The legendary voice of CBS Sports and proud UH Cougar wishes that more people would actually celebrate the run to the national championship game rather than dwell on the loss to Florida in the title game on the last Monday night of the season. Nantz still thanks Houston coach Kelvin Sampson for last season’s run whenever he can. Instead, as he gets into calling his 21st NFL season as the lead voice of CBS, Nantz finds people trying to offer him their sympathies for a final game loss that does not begin to describe the journey.

With UH’s national championship game followup season now only 53 days from tipping off, Nantz is still relishing what LJ Cryer, J’Wan Roberts, Emanuel Sharp, JoJo Tugler and the rest of the Cougars accomplished last winter and spring. He’s just as excited to see what Houston’s new Fantastic Four freshmen class of Chris Cenac, Kingston Flemings, Isiah Harwell and Bryce Jackson will do this season.

“I truly bleed Cougar red,” Nantz says.

“I don’t pay any attention to people that look at me with sympathy in their eyes and say, ‘Oh. . .too bad about that. Wait a minute. Too bad about what? Blew through the Big 12 conference for the second straight year. . . We raced through the regular season and the conference. We won a regional by blowing out a great Tennessee team. We beat Duke with three guys in the draft that went very high.” — Jim Nantz

University of Houston Cougars men’s basketball team opened their 2021-2022 season with an overtime victory over the HofstraPride, complete with the presentation of a banner commemorating their trip to last season’s Final Four, Tuesday night at the Fer
Hakkem Olajuwon wrapped J’Wan Roberts up in a monster hug after Kelvin Sampson’s University of Houston team beat Duke in an epic Final Four comeback. (Photo by F. Carter Smith)

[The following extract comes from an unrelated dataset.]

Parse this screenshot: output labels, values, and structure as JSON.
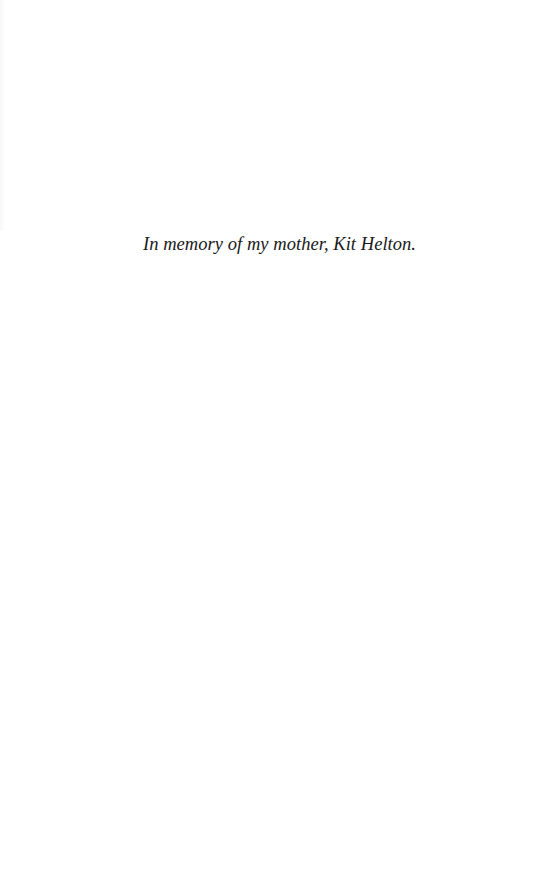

Nantz once again plans t0 follow UH through the NCAA Tournament, attending as many games as he can in person, like he has every March since he stepped away from broadcasting college basketball games after the 2023 Final Four held in his beloved Houston. He recently pledged to donate $1 million of his own money to UH and its Nantz Leadership Society — as detailed by PaperCity.

“Jim’s special man,” Kelvin Sampson says. “When you talk about the great Cougars and great people and great alumni, that’s Jim.”

Sampson also rightly resists any notion that last season is anything but one of the greatest seasons he’s ever been a part of. Putting everything on the final game almost completely misses the entire point.

“I’ve realized that to win in March and April, you’ve got to have a lot of things go your way,” Sampson tells PaperCity. “Health, foul trouble. If you stay out of foul trouble and you’re healthy, you’ve got a chance. If you’re good enough. You can be good enough and sprain an ankle or have your key players get foul trouble and you won’t win.

“So that’s why you can’t set that as a goal. Just win the next day. It’s a process.”

Jim Nantz knows this. It’s why maybe the most patient man in big-time sports (Nantz customarily poses for every photo and has time for everyone who stops him; something I’ve personally witnessed numerous times) has no patience for those trying to console him over the way UH’s season ended.

Sorry? For what? “That was the greatest UH season ever,” Nantz says firmly.